ASCLSDOct 8, 2021

A study on the efficacy of model pre-training in developing neural text-to-speech system

arXiv:2110.03857v11 citations
Originality Incremental advance
AI Analysis

This work addresses the efficiency and effectiveness of pre-training for TTS systems, offering incremental improvements in data and computational efficiency.

This study investigated how model pre-training improves neural text-to-speech systems by learning text-related variations, finding that it enhances performance on domain-mismatched text and can reduce pre-training data to 1/8 of the original size while maintaining comparable results.

In the development of neural text-to-speech systems, model pre-training with a large amount of non-target speakers' data is a common approach. However, in terms of ultimately achieved system performance for target speaker(s), the actual benefits of model pre-training are uncertain and unstable, depending very much on the quantity and text content of training data. This study aims to understand better why and how model pre-training can positively contribute to TTS system performance. It is postulated that the pre-training process plays a critical role in learning text-related variation in speech, while further training with the target speaker's data aims to capture the speaker-related variation. Different test sets are created with varying degrees of similarity to target speaker data in terms of text content. Experiments show that leveraging a speaker-independent TTS trained on speech data with diverse text content can improve the target speaker TTS on domain-mismatched text. We also attempt to reduce the amount of pre-training data for a new text domain and improve the data and computational efficiency. It is found that the TTS system could achieve comparable performance when the pre-training data is reduced to 1/8 of its original size.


● Your task
The answer must be an exact copy of the lines from the one with "This screenshot has height=352, width=793." through the final line below, with no pictures and nothing else.
Given data below:
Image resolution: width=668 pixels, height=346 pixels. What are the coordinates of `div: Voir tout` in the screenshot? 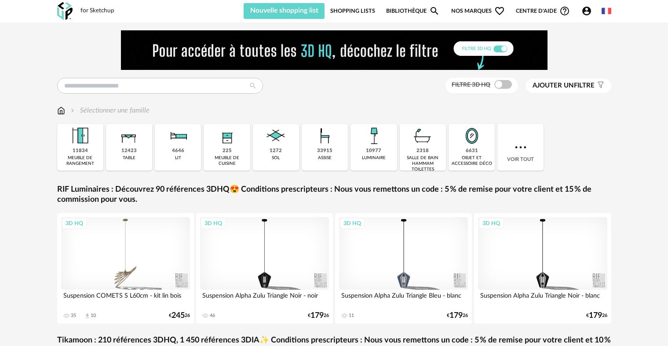 It's located at (520, 147).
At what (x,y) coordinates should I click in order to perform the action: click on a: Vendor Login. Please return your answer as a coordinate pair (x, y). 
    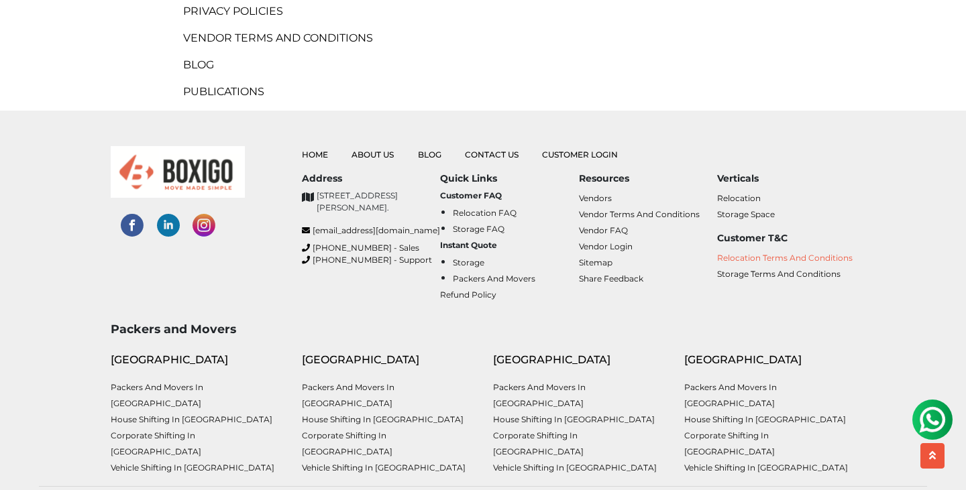
    Looking at the image, I should click on (606, 246).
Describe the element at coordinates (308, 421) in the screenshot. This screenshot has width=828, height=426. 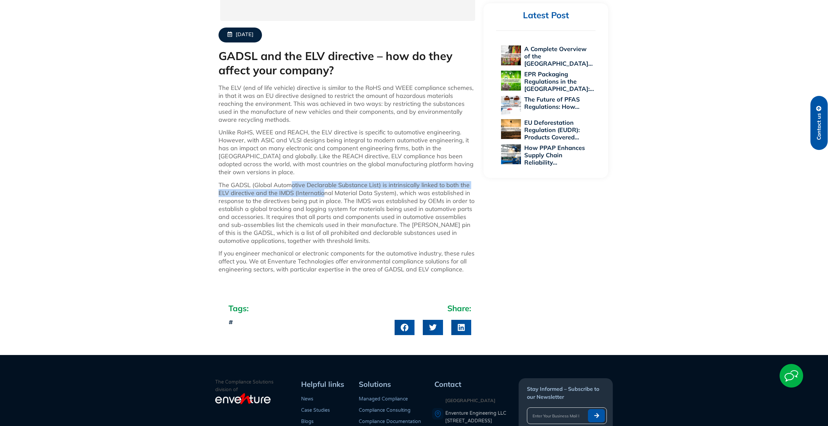
I see `a: Blogs` at that location.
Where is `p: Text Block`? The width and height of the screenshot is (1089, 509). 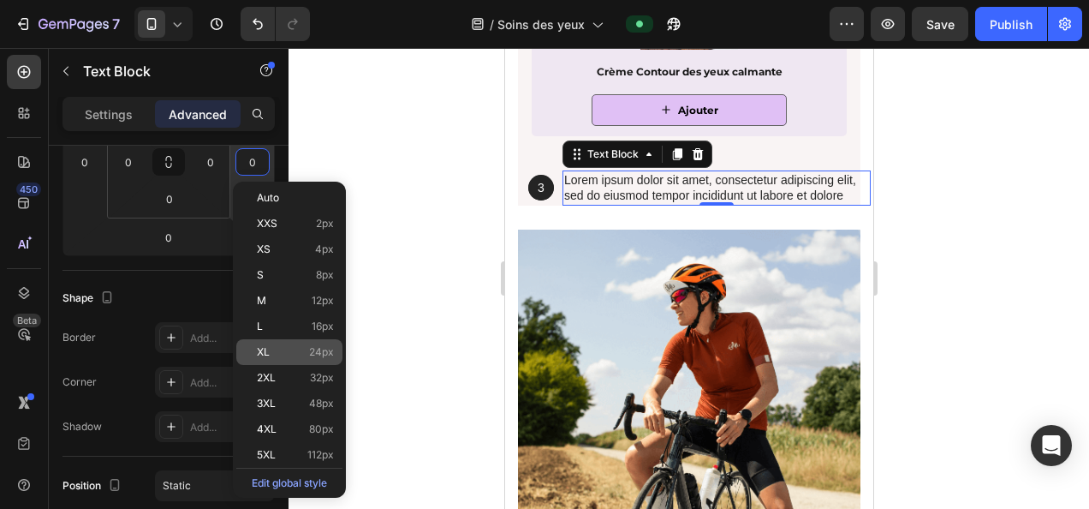 p: Text Block is located at coordinates (156, 71).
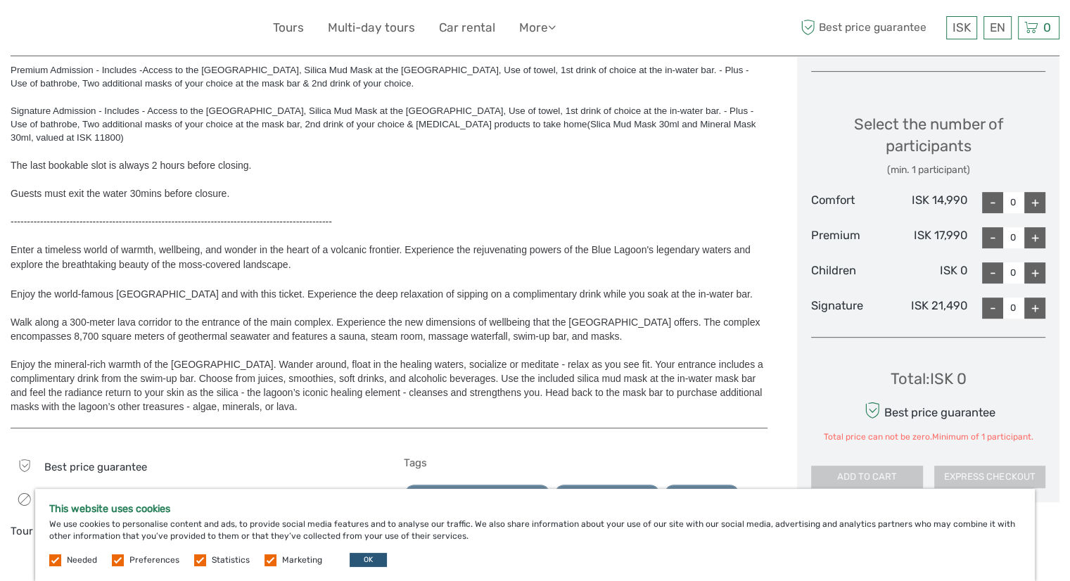 This screenshot has height=581, width=1070. Describe the element at coordinates (77, 110) in the screenshot. I see `span: Signature Admission - Includes -` at that location.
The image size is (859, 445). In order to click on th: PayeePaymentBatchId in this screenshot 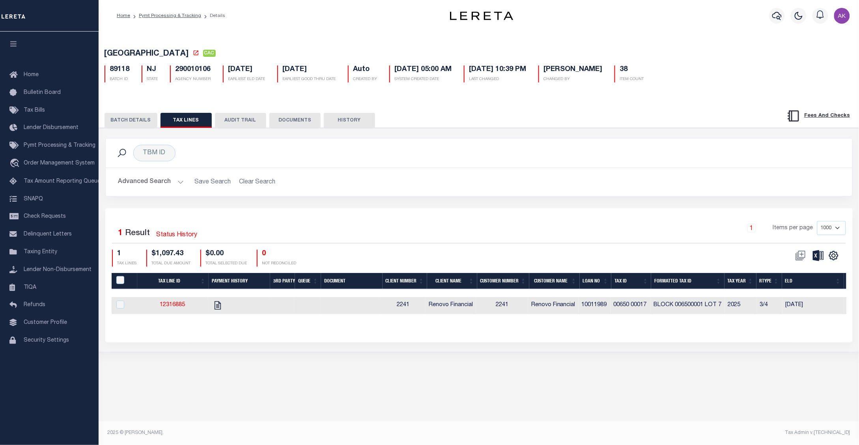, I will do `click(124, 281)`.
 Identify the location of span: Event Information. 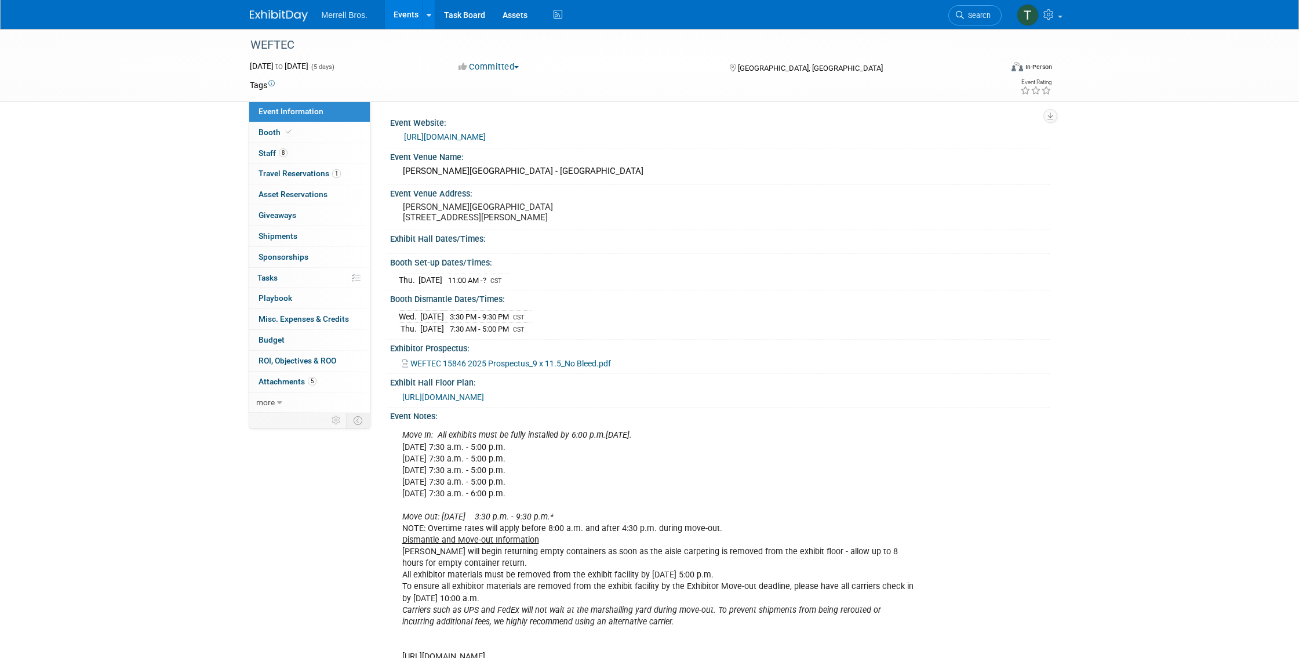
(291, 111).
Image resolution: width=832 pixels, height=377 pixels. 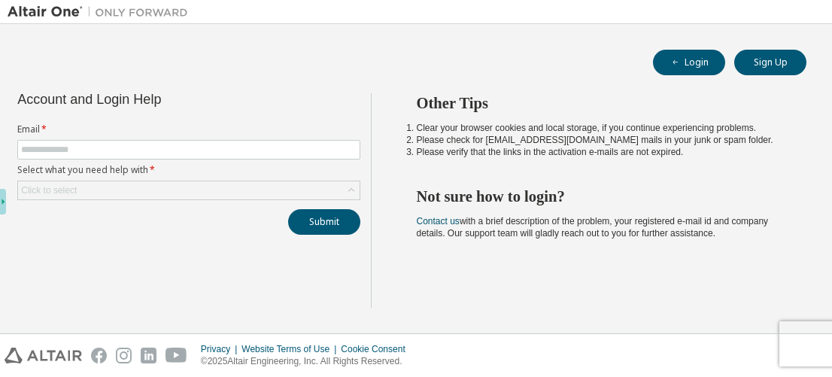 I want to click on div: Website Terms of Use, so click(x=291, y=349).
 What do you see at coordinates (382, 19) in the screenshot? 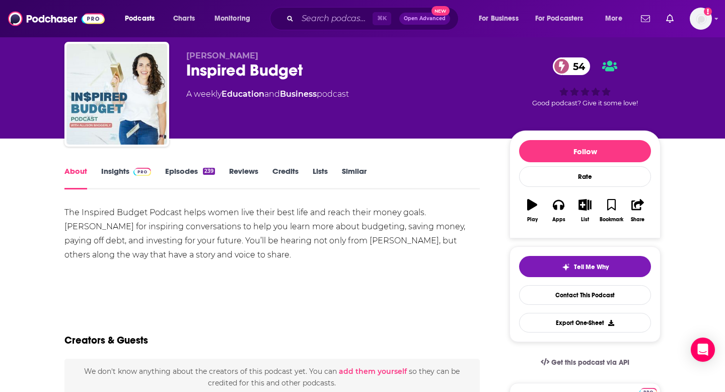
I see `span: ⌘ K` at bounding box center [382, 19].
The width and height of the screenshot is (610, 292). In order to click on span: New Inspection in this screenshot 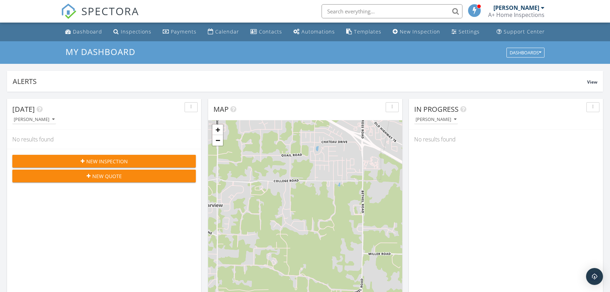, I will do `click(107, 161)`.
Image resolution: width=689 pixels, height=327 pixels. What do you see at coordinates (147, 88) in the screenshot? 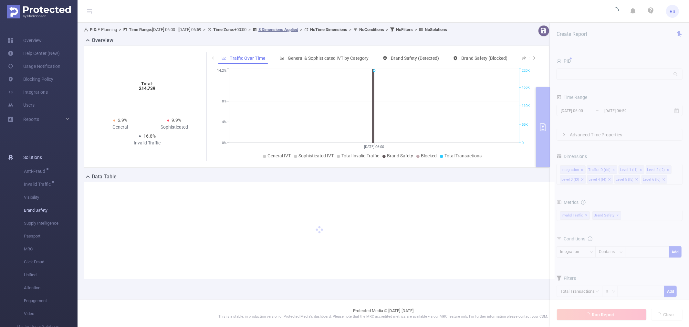
I see `tspan: 214,739` at bounding box center [147, 88].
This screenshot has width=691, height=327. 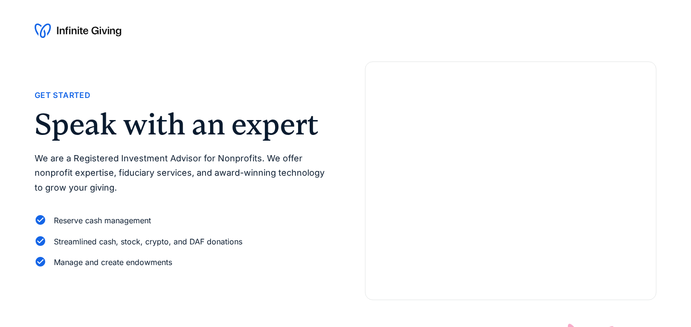 What do you see at coordinates (102, 221) in the screenshot?
I see `div: Reserve cash management` at bounding box center [102, 221].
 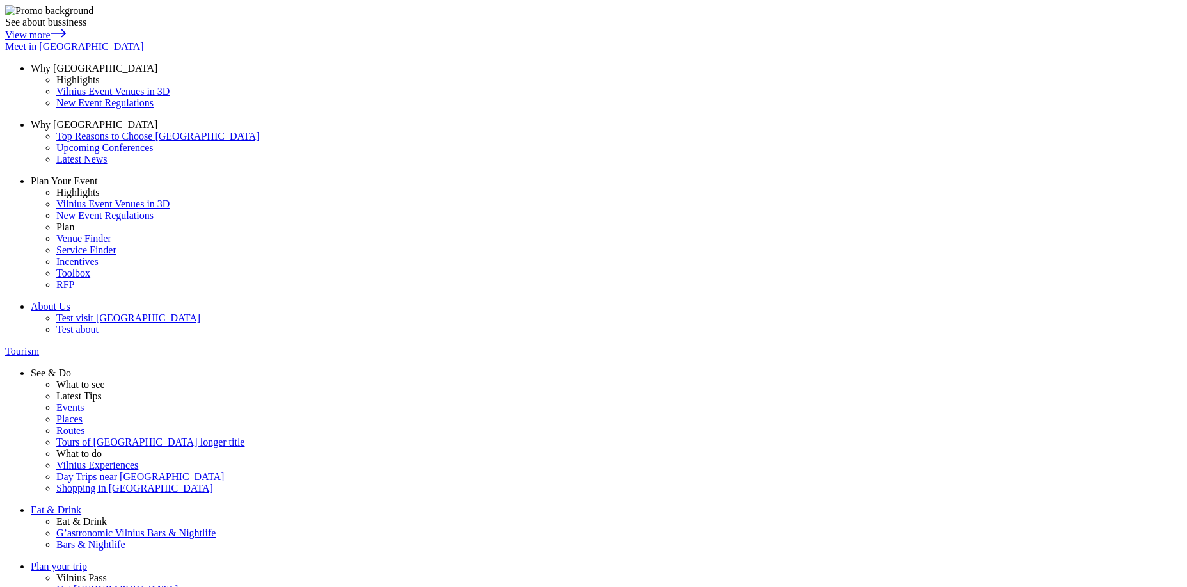 I want to click on span: Events, so click(x=70, y=407).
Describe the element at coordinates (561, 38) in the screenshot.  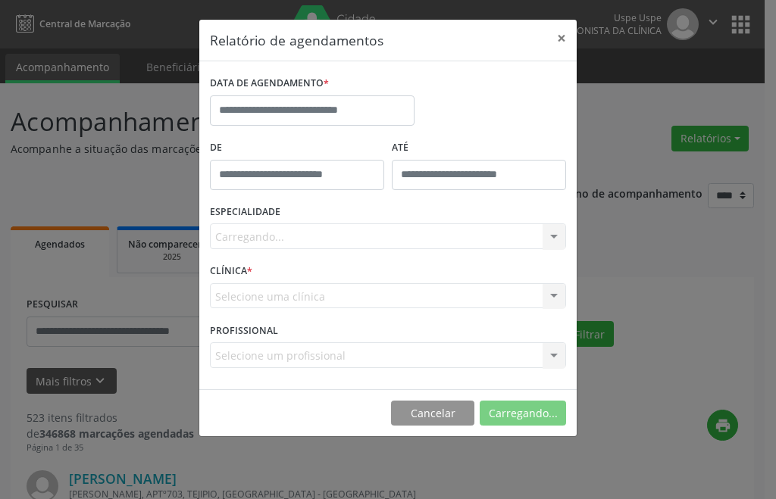
I see `button: Close` at that location.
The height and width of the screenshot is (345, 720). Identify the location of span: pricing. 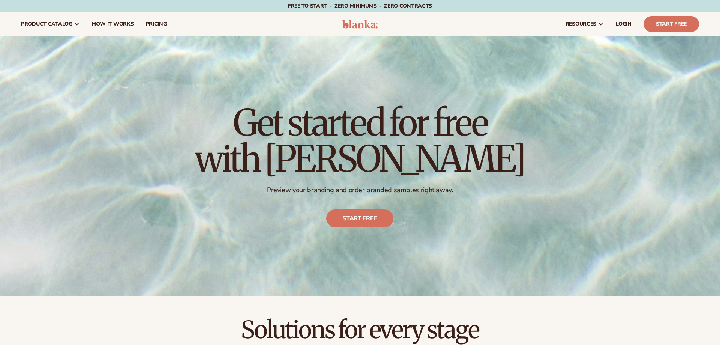
(156, 24).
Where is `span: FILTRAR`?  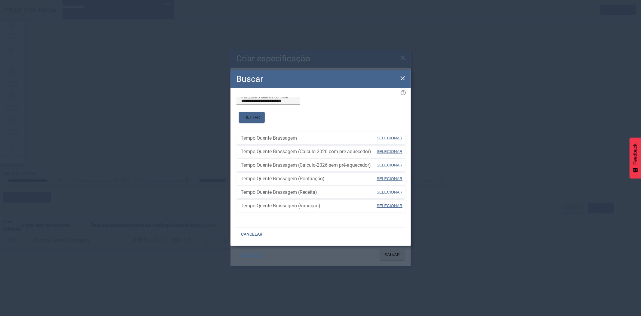
span: FILTRAR is located at coordinates (252, 117).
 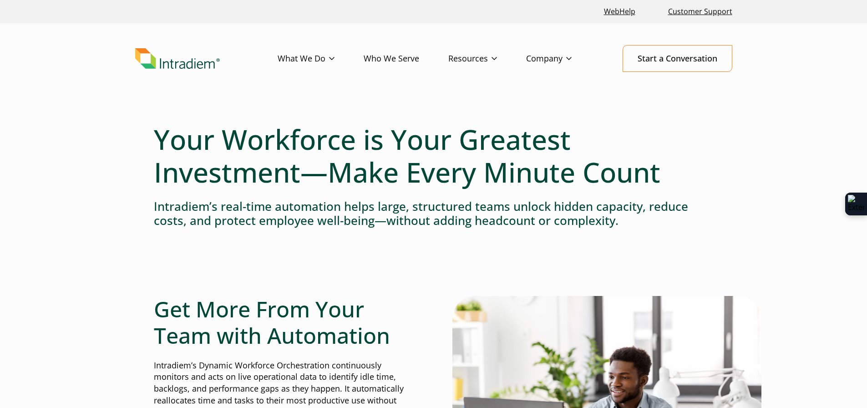 What do you see at coordinates (700, 11) in the screenshot?
I see `a: Customer Support` at bounding box center [700, 11].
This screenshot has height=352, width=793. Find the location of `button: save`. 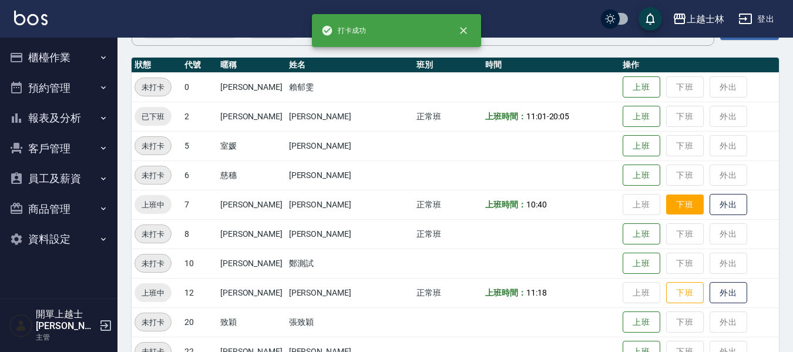

button: save is located at coordinates (651, 19).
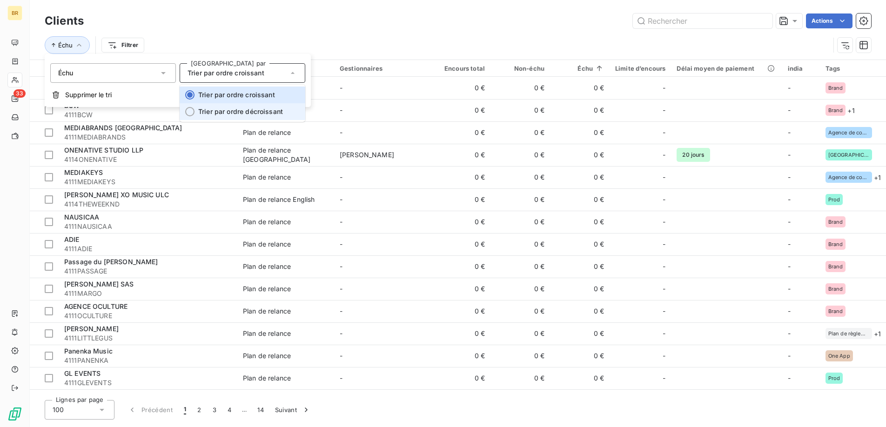 This screenshot has width=886, height=427. What do you see at coordinates (83, 172) in the screenshot?
I see `span: MEDIAKEYS` at bounding box center [83, 172].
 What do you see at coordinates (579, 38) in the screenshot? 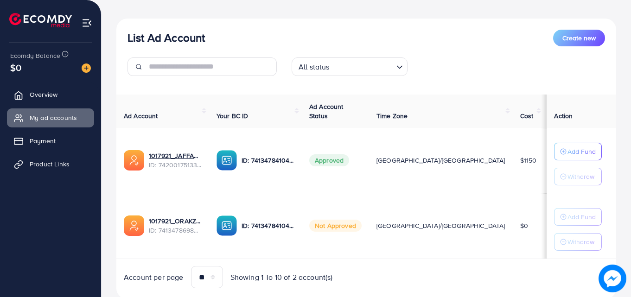
I see `button: Create new` at bounding box center [579, 38].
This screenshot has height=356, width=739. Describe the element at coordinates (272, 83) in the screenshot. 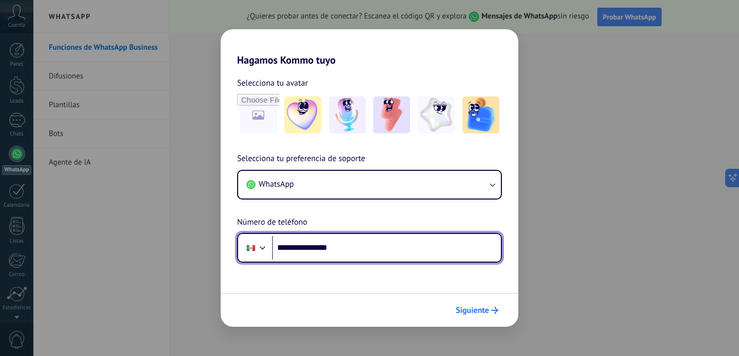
End of Given data.
● Problem solution
This screenshot has height=352, width=793. Find the location of `button: save`. 

button: save is located at coordinates (651, 19).
 This screenshot has width=886, height=427. What do you see at coordinates (83, 172) in the screenshot?
I see `span: MEDIAKEYS` at bounding box center [83, 172].
 What do you see at coordinates (579, 38) in the screenshot? 
I see `button: Create new` at bounding box center [579, 38].
This screenshot has height=356, width=739. Describe the element at coordinates (272, 83) in the screenshot. 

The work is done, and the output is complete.